Monday, March 30, 2009

No One Can Tell You...

Okay. So when they tell you while you are pregnant that your days of good sleep are over, you smugly think to yourself, "Surely that will not be the case with me. My baby is going to be a good sleeper." I am willing to bet that 9 out of 10 moms are proven wrong once that baby arrives.

The night Evie arrived, I couldn't sleep because I was just too excited that she was here. It felt odd to me that this little person that had been a part of me for so long, was now laying next to me, all by herself. "What if she's cold? Or lonely?" I thought. At that point, I was still having to wake her to eat, though she quickly started waking up on her own just fine. Over the next few weeks, I got better at sleeping when she slept. She'd wake two or three times in the night for a diaper change and a feed and then go back to sleep.

Then, magically, when she was about 10 weeks old, she started sleeping "through the night." I remember waking that morning at 5 a.m. and thanking the Good Lord for all those hours in a row. She stuck with that pattern for a few weeks, and I thought we were home free. But then the night waking started again. And other than a brief stint after New Year's and the occasional night here or there, she's back to waking up once, twice, sometimes three times a night.

I am tired. I would be tired as a stay at home mom. But I am a full-time working mom and so feel really tired. It sucks to have to get up at 6:30 a.m. (okay most days it's more like 7) after spending what feels like half the night up with the baby. But that is the path I have chosen. And most days I am able to just push through.

And there is really no straight answer on how to get your baby to sleep "through the night." (In fact, medically speaking, "through the night" is considered to be a five hour stretch, so, technically, Evie does that. It's just at the wrong end - usually 7:30 to 12:30 or so.) There are so many "techniques" to get your baby to sleep it is overwhelming, from cosleeping to cry-it-out methods. It's hard to really know what is normal and what you can do that won't scar your child for life! I just have a hard time letting my daughter scream her head off in her crib in the middle of the night (or any time for that matter). But I also don't sleep as soundly when she is in the bed with me. So currently what I do is get up and rock her back to sleep, put her in the crib and tip-toe out of the room.

I guess the point of this little rant is to say that no one can really tell you how hard it is going to be, how exhausting. I'm really just doing the best I can, following my "maternal instincts," as they say, and praying that, one day, I may get a full night's sleep on a fairly regular basis.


Task item:
Only the closing stretch of the material belongs in the answer: the line containing "as [left=x1, top=y1, right=x2, bottom=y2]." and every line after it, copied exactly.

Provided entries:
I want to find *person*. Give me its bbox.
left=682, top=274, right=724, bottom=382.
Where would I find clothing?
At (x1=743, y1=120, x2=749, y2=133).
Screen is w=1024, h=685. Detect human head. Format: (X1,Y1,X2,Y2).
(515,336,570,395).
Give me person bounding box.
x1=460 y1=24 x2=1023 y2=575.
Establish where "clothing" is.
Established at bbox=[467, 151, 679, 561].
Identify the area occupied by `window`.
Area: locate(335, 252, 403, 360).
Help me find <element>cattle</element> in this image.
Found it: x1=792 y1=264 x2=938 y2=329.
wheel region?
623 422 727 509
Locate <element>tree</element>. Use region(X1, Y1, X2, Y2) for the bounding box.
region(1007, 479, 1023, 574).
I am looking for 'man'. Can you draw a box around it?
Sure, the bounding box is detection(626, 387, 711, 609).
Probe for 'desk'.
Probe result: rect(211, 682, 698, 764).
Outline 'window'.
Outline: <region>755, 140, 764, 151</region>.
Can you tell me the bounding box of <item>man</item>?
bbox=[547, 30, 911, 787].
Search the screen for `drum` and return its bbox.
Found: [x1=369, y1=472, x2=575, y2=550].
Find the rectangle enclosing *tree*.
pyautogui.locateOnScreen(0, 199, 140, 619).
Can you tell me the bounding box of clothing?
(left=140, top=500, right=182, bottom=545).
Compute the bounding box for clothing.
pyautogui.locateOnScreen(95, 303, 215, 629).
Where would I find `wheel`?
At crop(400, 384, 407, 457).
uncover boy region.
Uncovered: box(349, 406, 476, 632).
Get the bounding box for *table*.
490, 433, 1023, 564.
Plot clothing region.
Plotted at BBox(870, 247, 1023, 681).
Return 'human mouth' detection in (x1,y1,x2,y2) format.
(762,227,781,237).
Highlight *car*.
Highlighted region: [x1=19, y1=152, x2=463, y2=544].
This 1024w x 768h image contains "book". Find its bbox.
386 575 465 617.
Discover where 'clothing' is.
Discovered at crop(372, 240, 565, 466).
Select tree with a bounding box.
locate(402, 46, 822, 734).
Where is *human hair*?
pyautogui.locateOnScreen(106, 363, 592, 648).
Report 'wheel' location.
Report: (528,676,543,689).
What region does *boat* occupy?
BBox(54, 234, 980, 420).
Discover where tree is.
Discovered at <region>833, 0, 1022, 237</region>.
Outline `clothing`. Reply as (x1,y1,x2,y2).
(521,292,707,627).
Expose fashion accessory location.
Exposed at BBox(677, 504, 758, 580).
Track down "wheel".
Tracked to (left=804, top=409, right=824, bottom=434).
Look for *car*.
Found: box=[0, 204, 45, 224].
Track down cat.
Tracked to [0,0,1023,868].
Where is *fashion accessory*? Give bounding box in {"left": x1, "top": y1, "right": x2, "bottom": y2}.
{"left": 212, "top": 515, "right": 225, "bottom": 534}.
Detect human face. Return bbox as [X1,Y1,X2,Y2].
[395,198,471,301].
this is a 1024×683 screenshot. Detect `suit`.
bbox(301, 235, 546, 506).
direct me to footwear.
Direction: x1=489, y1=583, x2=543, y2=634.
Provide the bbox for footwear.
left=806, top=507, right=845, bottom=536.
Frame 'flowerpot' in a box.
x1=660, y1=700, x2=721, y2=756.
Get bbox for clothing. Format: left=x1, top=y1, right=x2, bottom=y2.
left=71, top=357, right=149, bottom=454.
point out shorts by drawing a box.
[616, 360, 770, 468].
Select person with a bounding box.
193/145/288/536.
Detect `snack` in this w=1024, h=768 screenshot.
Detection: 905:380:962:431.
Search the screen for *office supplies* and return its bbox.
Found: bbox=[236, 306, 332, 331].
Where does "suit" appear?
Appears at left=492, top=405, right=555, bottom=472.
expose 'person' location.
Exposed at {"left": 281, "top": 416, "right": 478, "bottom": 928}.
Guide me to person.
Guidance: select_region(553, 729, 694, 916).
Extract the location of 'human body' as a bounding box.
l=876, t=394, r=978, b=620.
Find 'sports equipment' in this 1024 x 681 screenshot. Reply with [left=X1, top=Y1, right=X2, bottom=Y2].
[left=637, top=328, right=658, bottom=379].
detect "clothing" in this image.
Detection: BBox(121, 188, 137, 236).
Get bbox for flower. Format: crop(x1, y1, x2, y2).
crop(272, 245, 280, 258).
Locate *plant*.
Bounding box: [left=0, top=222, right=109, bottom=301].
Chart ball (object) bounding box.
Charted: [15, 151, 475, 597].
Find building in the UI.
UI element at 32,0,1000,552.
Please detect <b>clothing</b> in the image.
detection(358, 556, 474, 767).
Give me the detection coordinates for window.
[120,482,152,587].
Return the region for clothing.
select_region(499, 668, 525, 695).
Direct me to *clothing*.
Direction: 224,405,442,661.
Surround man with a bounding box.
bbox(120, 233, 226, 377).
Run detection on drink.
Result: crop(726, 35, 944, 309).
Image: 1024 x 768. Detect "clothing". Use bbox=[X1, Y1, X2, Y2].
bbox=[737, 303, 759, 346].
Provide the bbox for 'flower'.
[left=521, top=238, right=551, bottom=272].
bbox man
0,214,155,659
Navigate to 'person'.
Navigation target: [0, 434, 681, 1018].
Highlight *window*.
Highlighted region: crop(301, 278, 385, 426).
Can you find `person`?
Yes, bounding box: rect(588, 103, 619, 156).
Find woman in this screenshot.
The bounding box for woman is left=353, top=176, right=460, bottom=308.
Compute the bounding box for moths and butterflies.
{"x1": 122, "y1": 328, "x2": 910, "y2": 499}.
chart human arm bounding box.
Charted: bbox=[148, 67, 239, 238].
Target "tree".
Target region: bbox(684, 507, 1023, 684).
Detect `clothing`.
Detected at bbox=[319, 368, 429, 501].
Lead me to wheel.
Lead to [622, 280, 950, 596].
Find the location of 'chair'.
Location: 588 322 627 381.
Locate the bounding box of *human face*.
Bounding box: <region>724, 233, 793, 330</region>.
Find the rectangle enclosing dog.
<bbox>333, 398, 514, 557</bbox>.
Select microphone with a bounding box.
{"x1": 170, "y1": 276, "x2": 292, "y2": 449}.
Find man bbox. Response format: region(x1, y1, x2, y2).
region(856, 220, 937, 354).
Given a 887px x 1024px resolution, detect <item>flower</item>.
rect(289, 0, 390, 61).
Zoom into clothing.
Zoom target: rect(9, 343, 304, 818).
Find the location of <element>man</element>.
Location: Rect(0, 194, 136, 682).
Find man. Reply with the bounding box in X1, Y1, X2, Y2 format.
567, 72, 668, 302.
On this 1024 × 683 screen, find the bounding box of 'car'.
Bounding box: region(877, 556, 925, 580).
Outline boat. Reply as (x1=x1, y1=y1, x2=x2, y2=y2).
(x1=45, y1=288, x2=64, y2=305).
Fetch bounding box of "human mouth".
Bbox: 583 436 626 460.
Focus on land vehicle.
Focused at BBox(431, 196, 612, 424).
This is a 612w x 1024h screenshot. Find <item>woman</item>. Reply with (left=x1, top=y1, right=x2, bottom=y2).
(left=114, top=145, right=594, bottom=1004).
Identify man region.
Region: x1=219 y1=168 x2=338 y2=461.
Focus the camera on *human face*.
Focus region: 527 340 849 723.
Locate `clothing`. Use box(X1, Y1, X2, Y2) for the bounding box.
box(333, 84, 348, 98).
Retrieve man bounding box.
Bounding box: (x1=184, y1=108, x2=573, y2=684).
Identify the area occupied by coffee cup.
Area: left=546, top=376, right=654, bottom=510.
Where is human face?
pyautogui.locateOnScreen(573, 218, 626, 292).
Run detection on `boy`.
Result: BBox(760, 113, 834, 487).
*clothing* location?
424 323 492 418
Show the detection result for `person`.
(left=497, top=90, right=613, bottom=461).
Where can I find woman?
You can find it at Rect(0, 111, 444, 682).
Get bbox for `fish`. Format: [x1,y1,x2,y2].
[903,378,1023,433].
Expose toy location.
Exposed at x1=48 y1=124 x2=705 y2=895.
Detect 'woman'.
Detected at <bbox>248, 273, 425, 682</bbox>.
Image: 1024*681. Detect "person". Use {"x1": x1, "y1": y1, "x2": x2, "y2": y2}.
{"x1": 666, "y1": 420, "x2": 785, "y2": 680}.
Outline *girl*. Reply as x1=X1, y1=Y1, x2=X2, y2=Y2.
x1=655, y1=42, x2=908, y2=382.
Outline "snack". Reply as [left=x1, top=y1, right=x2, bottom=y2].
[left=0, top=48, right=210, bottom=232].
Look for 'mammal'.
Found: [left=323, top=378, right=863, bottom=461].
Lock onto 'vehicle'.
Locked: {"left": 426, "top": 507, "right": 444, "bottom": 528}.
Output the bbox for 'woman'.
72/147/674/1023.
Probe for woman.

Task result:
Outline "snack". Reply as [left=x1, top=y1, right=x2, bottom=y2].
[left=0, top=48, right=210, bottom=232].
Look for 'mammal'.
Found: [left=323, top=378, right=863, bottom=461].
Lock onto 'vehicle'.
Locked: {"left": 426, "top": 507, "right": 444, "bottom": 528}.
Output the bbox for 'woman'.
72/147/674/1023.
Probe for woman.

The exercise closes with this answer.